Skaz
Skaz (Russian: сказ) is a Russian literary term that describes a particularly oral form of narrative. The word comes from skazat, "to tell", and is also related to such words as rasskaz, "short story" and skazka, "fairy tale".[1] The speech makes use of dialect and slang in order to take on the persona of a particular character.[2] The peculiar speech, however, is integrated into the surrounding narrative, and not presented in quotation marks.[3] This is not only a literary device, but is also used as an element in Russian monologue comedy.[4]
Skaz was first described by the Russian formalist Boris Eikhenbaum in the late 1910s. In a couple of articles published at this time, the literary scholar described the phenomenon as a form of unmediated or improvisational speech.[5] He applied it specifically to Nikolai Gogol's short story The Overcoat, in a 1919 essay titled How Gogol's "Overcoat" Is Made.[1] Eikhenbaum saw skaz as central to Russian culture, and believed that a national literature could not develop without a strong attachment to oral traditions.[4] Among the literary critics who elaborated on this theory in the 1920, were Yury Tynyanov, Viktor Vinogradov, and Mikhail Bakhtin.[5]
In the nineteenth century, the style was most prominently used by Nikolai Leskov, in addition to Gogol. Twentieth-century proponents include Aleksey Remizov, Mikhail Zoshchenko and Andrei Platonov.[1] The term is also used to describe elements in the literature of other countries; in recent times it has been popularised by the British author and literary critic David Lodge.[6] John Mullan, a professor of English at University College London, finds examples of skaz in J. D. Salinger's The Catcher in the Rye and DBC Pierre's Vernon God Little.[7]
[edit] References
- ^ a b c Cornwell, Neil (2005). "Skaz Narrative". The Literary Encyclopedia. https://www.litencyc.com/php/stopics.php?rec=true&UID=1561. Retrieved 2009-09-06.
- ^ "skaz". Britannica Online Encyclopedia. Britannica. http://www.britannica.com/EBchecked/topic/547338/skaz. Retrieved 2009-09-06.
- ^ Peter J. Potichnyj, ed (1988). The Soviet Union: Party and Society. Cambridge: Cambridge University Press. pp. pp. 108–9. ISBN 0521344603. http://books.google.com/?id=HOl-SqBouGIC&pg=PA107.

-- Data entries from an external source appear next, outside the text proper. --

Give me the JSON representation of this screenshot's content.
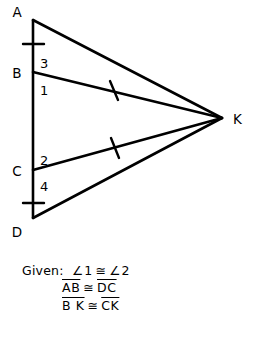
{
  "figure": {
    "vertices": [
      {
        "id": "A",
        "label": "A",
        "x": 33,
        "y": 20,
        "label_x": 17,
        "label_y": 17
      },
      {
        "id": "B",
        "label": "B",
        "x": 33,
        "y": 72,
        "label_x": 17,
        "label_y": 77
      },
      {
        "id": "C",
        "label": "C",
        "x": 33,
        "y": 170,
        "label_x": 17,
        "label_y": 175
      },
      {
        "id": "D",
        "label": "D",
        "x": 33,
        "y": 218,
        "label_x": 17,
        "label_y": 235
      },
      {
        "id": "K",
        "label": "K",
        "x": 222,
        "y": 118,
        "label_x": 233,
        "label_y": 123
      }
    ],
    "segments": [
      {
        "id": "AD",
        "from": "A",
        "to": "D",
        "x1": 33,
        "y1": 20,
        "x2": 33,
        "y2": 218
      },
      {
        "id": "AK",
        "from": "A",
        "to": "K",
        "x1": 33,
        "y1": 20,
        "x2": 222,
        "y2": 118
      },
      {
        "id": "BK",
        "from": "B",
        "to": "K",
        "x1": 33,
        "y1": 72,
        "x2": 222,
        "y2": 118
      },
      {
        "id": "CK",
        "from": "C",
        "to": "K",
        "x1": 33,
        "y1": 170,
        "x2": 222,
        "y2": 118
      },
      {
        "id": "DK",
        "from": "D",
        "to": "K",
        "x1": 33,
        "y1": 218,
        "x2": 222,
        "y2": 118
      }
    ],
    "tick_marks": [
      {
        "id": "tick-AB",
        "on_segment": "AB",
        "x1": 23,
        "y1": 44,
        "x2": 44,
        "y2": 44
      },
      {
        "id": "tick-CD",
        "on_segment": "CD",
        "x1": 23,
        "y1": 203,
        "x2": 44,
        "y2": 203
      },
      {
        "id": "tick-BK",
        "on_segment": "BK",
        "x1": 110,
        "y1": 82,
        "x2": 118,
        "y2": 99
      },
      {
        "id": "tick-CK",
        "on_segment": "CK",
        "x1": 111,
        "y1": 139,
        "x2": 119,
        "y2": 157
      }
    ],
    "angle_labels": [
      {
        "id": "angle-3",
        "label": "3",
        "x": 40,
        "y": 68
      },
      {
        "id": "angle-1",
        "label": "1",
        "x": 40,
        "y": 94
      },
      {
        "id": "angle-2",
        "label": "2",
        "x": 40,
        "y": 165
      },
      {
        "id": "angle-4",
        "label": "4",
        "x": 40,
        "y": 190
      }
    ],
    "stroke_color": "#000000"
  },
  "given": {
    "heading": "Given:",
    "line1": {
      "left_angle_symbol": "∠",
      "left": "1",
      "congruent": "≅",
      "right_angle_symbol": "∠",
      "right": "2"
    },
    "line2": {
      "left": "AB",
      "congruent": "≅",
      "right": "DC"
    },
    "line3": {
      "left": "B K",
      "congruent": "≅",
      "right": "CK"
    }
  }
}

- ^ a b Mesropova, Olga (2004). "Between Literary and Subliterary Paradigms: Skaz and Contemporary Russian Estrada Comedy". Canadian Slavonic Papers. http://findarticles.com/p/articles/mi_qa3763/is_200409/ai_n11849814/?tag=content;col1. Retrieved 2009-09-06.
- ^ a b Hemenway, Elizabeth Jones. "Skaz". Russian History Encyclopedia. http://www.answers.com/topic/skaz. Retrieved 2009-09-06.

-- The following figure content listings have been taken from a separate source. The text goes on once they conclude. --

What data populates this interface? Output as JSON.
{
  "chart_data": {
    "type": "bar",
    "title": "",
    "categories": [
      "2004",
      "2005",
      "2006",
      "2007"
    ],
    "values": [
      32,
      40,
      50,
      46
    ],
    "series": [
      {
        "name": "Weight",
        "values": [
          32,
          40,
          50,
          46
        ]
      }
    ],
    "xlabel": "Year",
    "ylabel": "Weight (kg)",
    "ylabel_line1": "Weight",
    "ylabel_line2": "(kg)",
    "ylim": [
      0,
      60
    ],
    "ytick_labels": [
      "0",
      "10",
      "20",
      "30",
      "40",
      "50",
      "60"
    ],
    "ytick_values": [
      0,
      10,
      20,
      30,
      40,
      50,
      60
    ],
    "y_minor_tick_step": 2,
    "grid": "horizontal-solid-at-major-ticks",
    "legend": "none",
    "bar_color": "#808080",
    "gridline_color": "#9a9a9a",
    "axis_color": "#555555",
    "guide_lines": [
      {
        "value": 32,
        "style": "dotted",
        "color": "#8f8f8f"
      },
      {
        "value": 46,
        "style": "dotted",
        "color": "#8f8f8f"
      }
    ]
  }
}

- ^ Lodge, David (1992). "Teenage Skaz". The Art of Fiction: Illustrated from Classic and Modern Texts. London: Penguin. pp. 17–20. ISBN 0140174923.
- ^ Mullan, John (2006-11-18). "Talk this way". The Guardian. http://www.guardian.co.uk/books/2006/nov/18/featuresreviews.guardianreview17. Retrieved 2009-09-06.
[edit] Further reading
- Hicks, Jeremy Guy (2000). Mikhail Zoshchenko and the Poetics of Skaz. Nottingham: Astra. ISBN 0946134618. http://books.google.com/?id=n3OAAAAAIAAJ.
- Victor Terras, ed (1985). Handbook of Russian Literature. New Haven, London: Yale University Press. ISBN 0300031556.